The former UFC featherweight and lightweight champion Conor McGregor has announced his retirement from Mixed Martial Arts.
The 30-year-old, who became the first male UFC fighter to hold titles in two different weight classes simultaneously, last fought in October 2018 and took to Twitter to state that he wouldn’t be stepping into the Octagon as a fighter again;
“Hey guys quick announcement, I’ve decided to retire from the sport formally known as ‘Mixed Martial Art’ today.
“I wish all my old colleagues well going forward in competition. I now join my former partners on this venture, already in retirement. Proper Pina Coladas on me fellas!”
He has ‘retired’ before, following his first fight - and loss - to Nate Diaz, in April 2016. He quickly reversed the statement.
Only a few hours before the latest declaration, McGregor had featured in a short kit for The Tonight Show Starring Jimmy Fallon, discussing with the eponymous host on his Irish background and heritage and, importantly, his whiskey brand, ‘Proper No. Twelve’.
Interestingly McGregor - appropriately in an Irish bar in NYC - expressed that he was in shape and ready for his first fight, with an event lined up for July.
Those plans seem to be scuppered with his proclamation of withdrawing from the world of Mixed Martial Arts.
McGregor has undeniably being the foremost breakout male star of the sport, dragging it headfirst into the mainstream, making sure his name is perpetually on the lips of even those unfamiliar with UFC and MMA.
His fight with Khabib Nurmagomedov back in October holds the record for the highest-selling pay-per-view UFC event McGregor, with 2.4million tickets sold.
Furthermore he can boast the four other highest PPV fights, accumulating a total of 7,817,000 buys to watch his bouts.
In tribute to The Notorious, The Sportsman takes a look at his three best moments inside the Octagon.
UFC 205 - Eddie Alvarez
To become the first man to hold two belts in the sports, McGregor faced Eddie Alvarez.
Controlled, disciplined, brutal; McGregor completed the checklist with this one as he didn’t just snatch the Lightweight Championship title, he bullied Alvarez out of it.
Alvarez was saved in the second round, and McGregor declared he wasn’t surprised at all about the result, proclaiming that no competitor was near his level to Joe Rogan to the post-fight spiel.
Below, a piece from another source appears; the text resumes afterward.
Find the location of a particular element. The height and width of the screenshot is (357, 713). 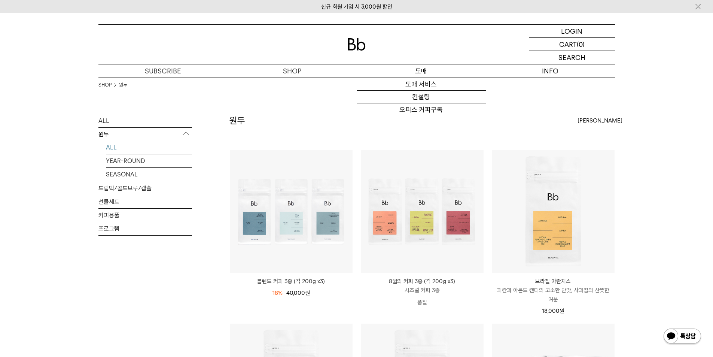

As McGregor said, his opponent shouldn’t have been anywhere near him in the Octagon. Outclassed.
“I’ll like to apologise….TO ABSOLUTELY NOBODY!”
UFC 202 - Nate Diaz
After the bloody first bout in April 2016 at UFC 196, with the American forcing McGregor to submit on the gory ground in the second round, Mystic Mac wreaked his revenge just four months later in Las Vegas though had to do it the hard way by proving he could go the distance.
The two men congratulated each other briefly in the immediate aftermath, but McGregor was declared the victor by majority decision (48-47, 47-47, 48-47) after seeing out all five rounds and making the national bloodbank once again green with envy,
Looks like we’re never going to get that decisive third fight now.
UFC 194 - Jose Aldo
McGregor vs Jose Aldo marks the moment the first global MMA superstar was launched and propelled the sport into the mainstream like no one else had done before.
At the MGM Grand in December 2015, the Irishman beat the best pound-for-pound fighter on the planet, the only UFC undisputed multiple-time world champion kickboxer at the time.
With an Ireland flag draped over one of the eight sides, confidence exuded virulently out of the then 27-year-old.
13 seconds in, McGregor connected with his third punch launched, dropping Aldo to the canvas, subsequently followed up double unmerciful clean hits to the face, and then wasted no time celebrating atop the ring, middle-finger gesturing and raining pretend-money.
The era of McGregor was undeniably here.